Can Changing Your Food Transform Your Emotions? 2

The emotions in question right now are those engendered by what has so far been a cack-handed performance by Scotland against Italy. I turned Radio 5 off in the car just after kick-off, sickened by all the “rain in their faces, cold air on their skin” comments from the BBC team. A pity: the Italian goal in the second minute must have shut them up quite superbly.

Well? Can it transform your emotions?

Thus far, two days out of five and three away from my trip to the White Bear… almost embarrassingly so, yes. But with side-effects.

The first impact came shortly after lunchtime on day one. I was halfway through the miserable, soul-destroying journey to my Surrey clinic, when I suddenly began to feel much better, without any particular reason for doing so. The daylight – grey from the wash these days – brightened, my vision sharpened. The latter was only so much of a good thing. My eyes have felt as if they’re trying to focus for a couple of days now, and it’s giving me a headache.

In an obscure way, things have begun to feel that bit more possible. I’m coming into this brief experiment on the back of a benighted year in which little has gone right and much disastrously wrong, and this is a welcome shift. It doesn’t have to be much to dispel a considerable amount of gloom.

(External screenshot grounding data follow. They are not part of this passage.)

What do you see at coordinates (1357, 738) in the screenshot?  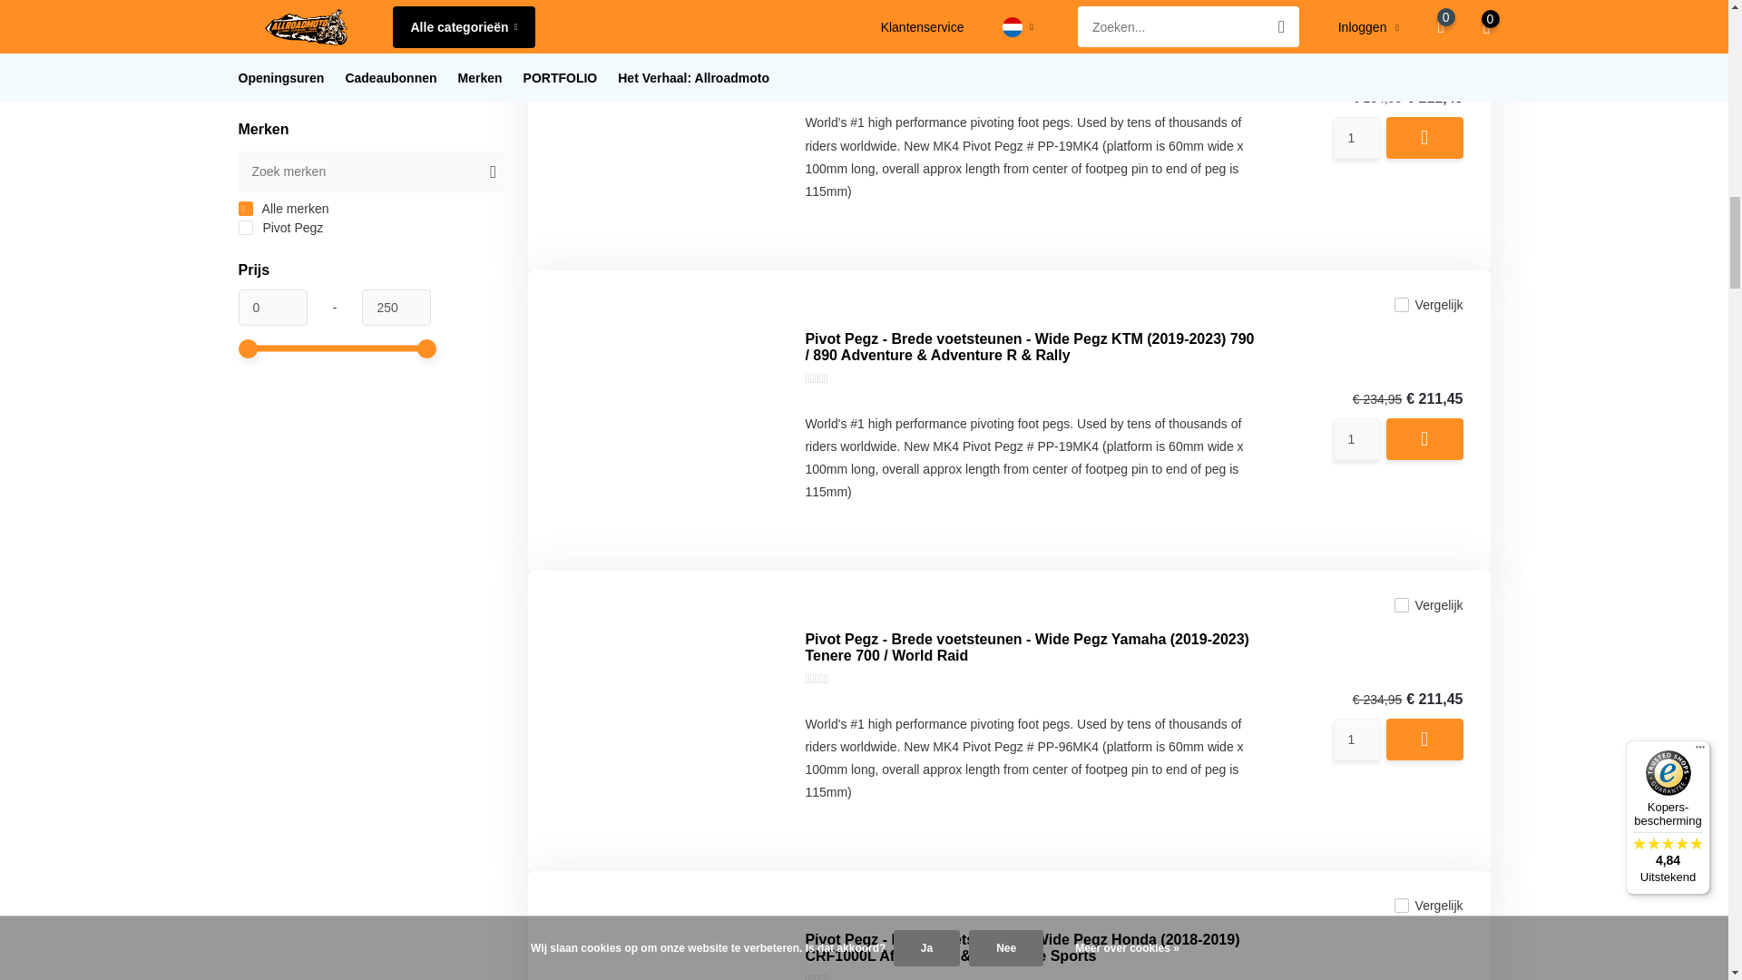 I see `1` at bounding box center [1357, 738].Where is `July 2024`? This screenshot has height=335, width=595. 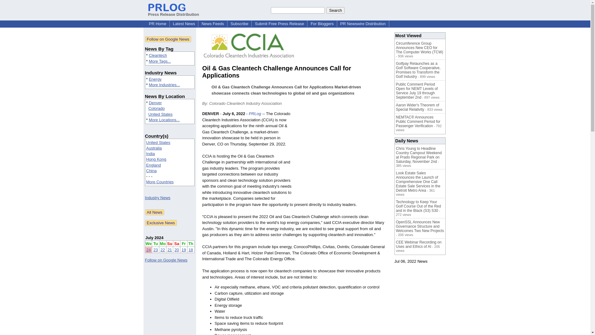 July 2024 is located at coordinates (154, 237).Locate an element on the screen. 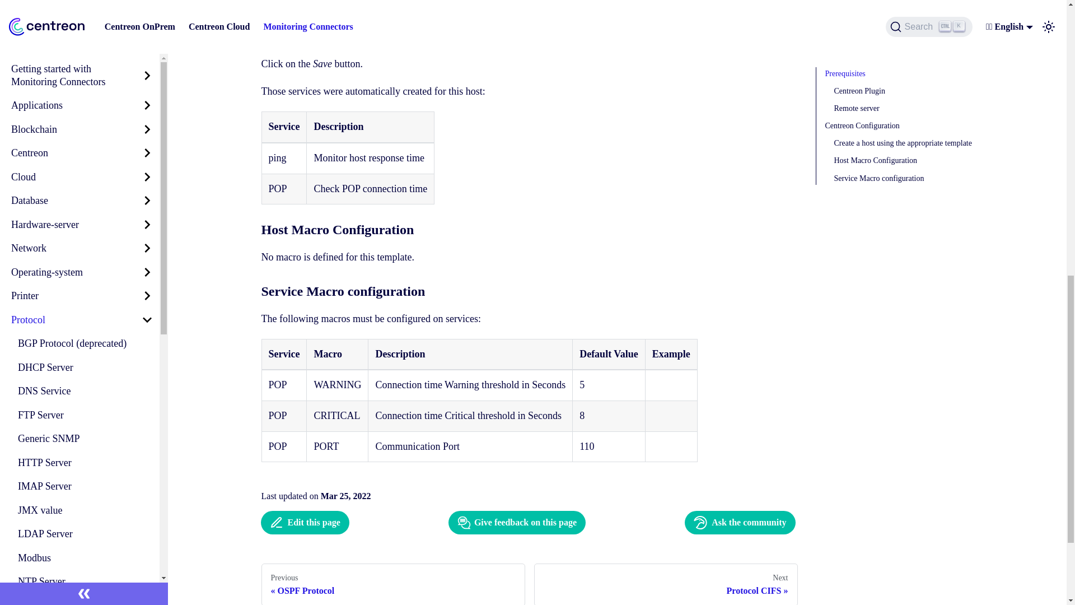 This screenshot has height=605, width=1075. Protocol CIFS is located at coordinates (85, 47).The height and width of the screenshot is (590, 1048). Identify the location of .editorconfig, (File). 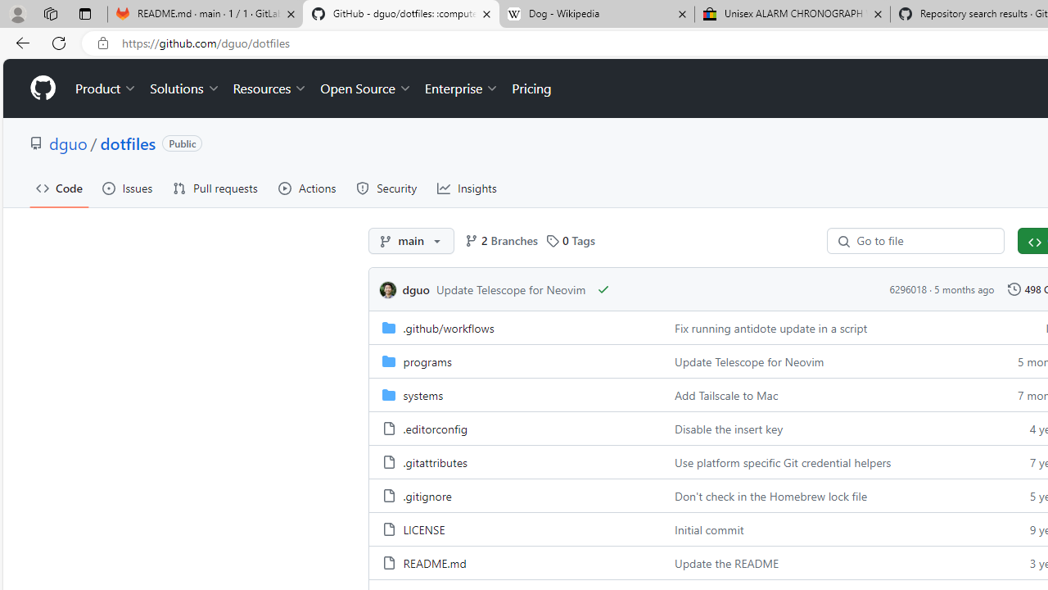
(434, 428).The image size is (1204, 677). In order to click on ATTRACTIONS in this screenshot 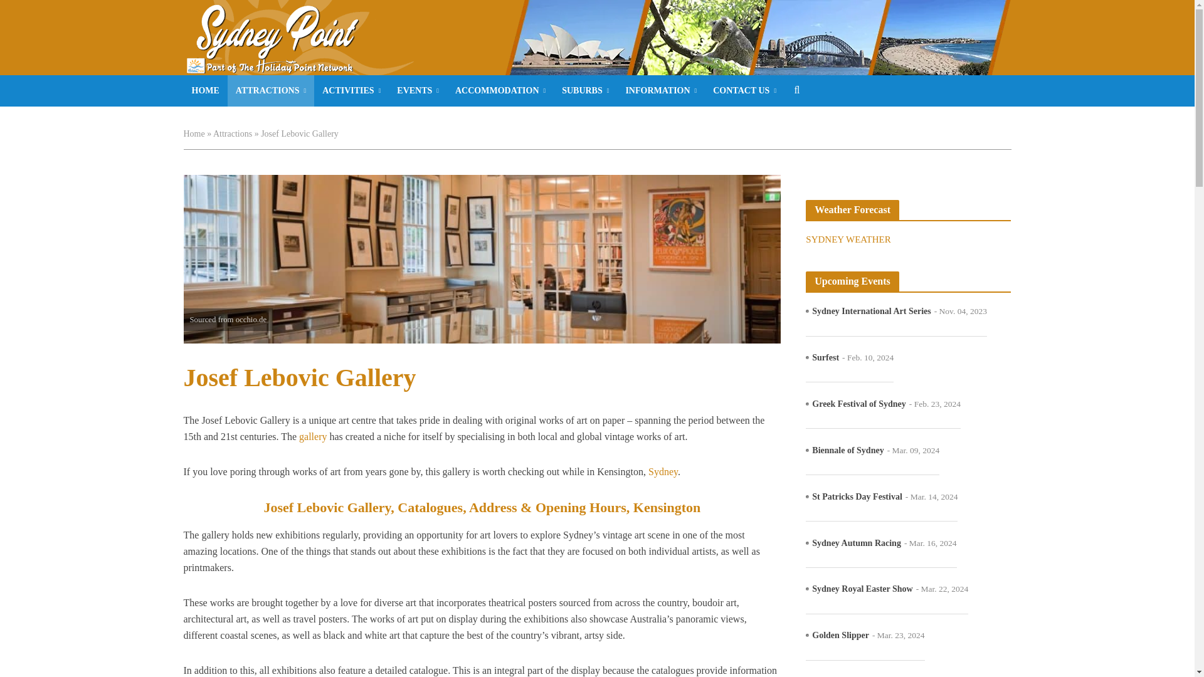, I will do `click(271, 90)`.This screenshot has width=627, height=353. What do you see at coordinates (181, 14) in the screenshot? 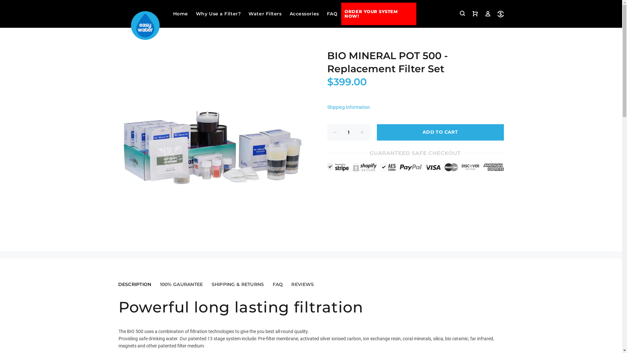
I see `Home` at bounding box center [181, 14].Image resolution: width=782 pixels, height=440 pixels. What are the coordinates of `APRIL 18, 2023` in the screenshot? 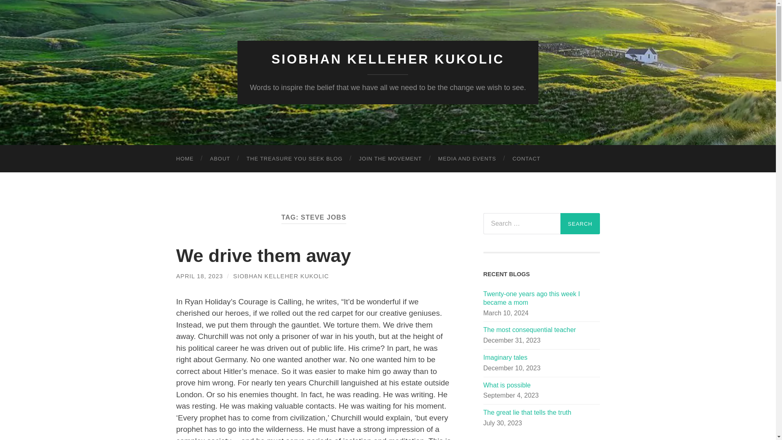 It's located at (200, 276).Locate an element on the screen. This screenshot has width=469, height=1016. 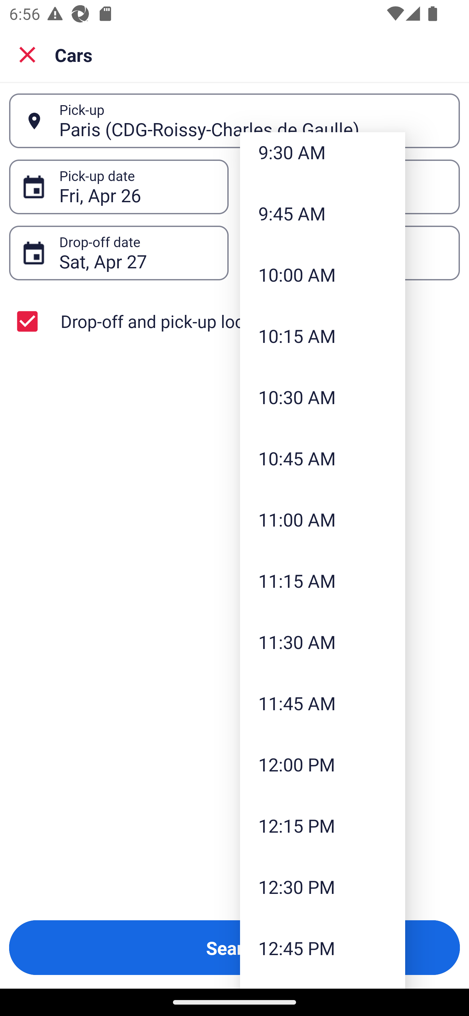
12:45 PM is located at coordinates (322, 947).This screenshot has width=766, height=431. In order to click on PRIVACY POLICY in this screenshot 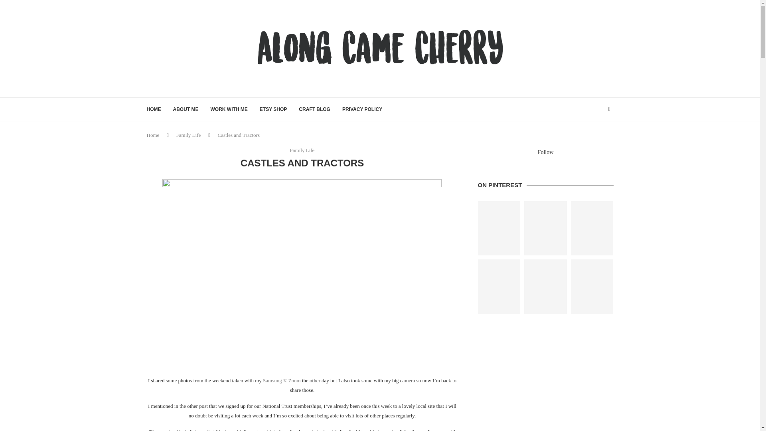, I will do `click(362, 109)`.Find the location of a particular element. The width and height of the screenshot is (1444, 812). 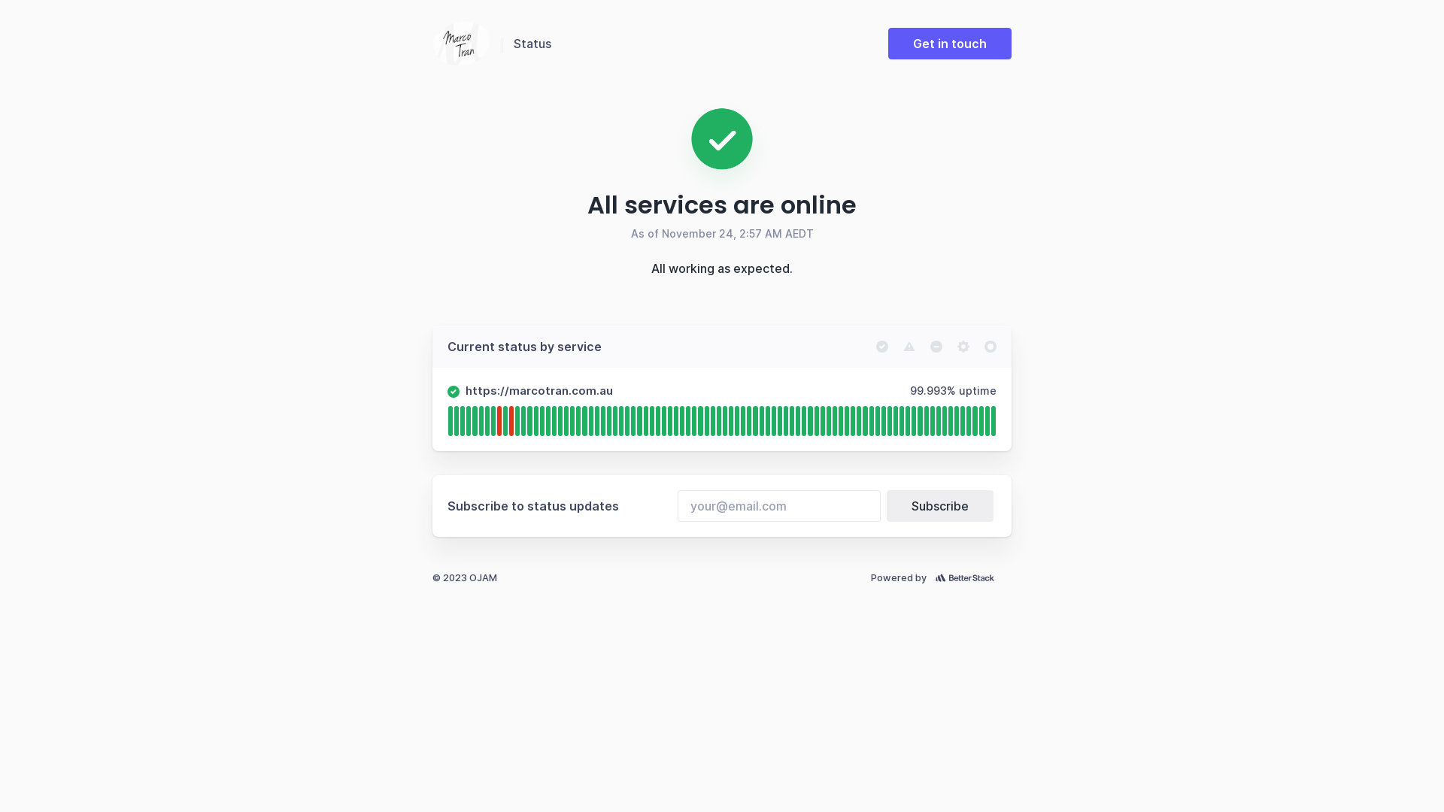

Later that afternoon, I fell abruptly asleep in my office in an interval between clients. I am feeling alternately energetic and in-a-good-way sleepy. I fell asleep again today, but around that put in what might be my best day’s work for a year.

I’ve been feeling damned hungry before dinner, but that is really down to dinner having been very late (10.45, owing to work commitments), not any imbalance in what I’m eating.

I was up extremely early this morning, but despite a disturbed night, felt extremely refreshed. I’m curious as to how tomorrow morning will feel.

So far, my feelings are that I’d recommend some parts of the regime and not others. A breakfast of fruit in yoghurt and honey with some nuts tossed on top is no time to prepare, delicious, and there is the whole world of fruit and yoghurt flavours to play with to keep things varied. My family have had the same two slices of toast and coffee for breakfast for half a century. All that’s ever changed is the spread (1991, from St Ivel Gold to Anchor Spreadable..)

At this time of year, salad for lunch is fine for five days. I work with people who have the same Boots sandwich for lunch as they have had for five years, ever since they stopped making Chicken Tikka .. But over a longer period, I’d think about taking other routes to the same destination. Proper vegetable soup with home-made bread; Italian ways with roast vegetables and pasta; stews and salsas.

My gut instinct is to have the evening meal as the diet-free zone, a time, as I mentioned in the first post, for conversation, wine, flavour and warmth, life rather than attempts at life. But my steamed vegetables will be OK for five days.

Still 1-0. I think Britain will be sitting out Euro 2008, don’t you? But if it stays that way at Hampden, I hope the press and fans will remember a truly brave effort in an horrendous group. I know I will, and I’ll remember the delighted disbelief after victory in Paris. Happiness from quite unexpected places..

UPDATE: Israel appear to be winning. That’s really rather cruel of them, don’t you think?

UPDATE 2: Good for Scotland. Although it looks like defeat, it’s the right kind.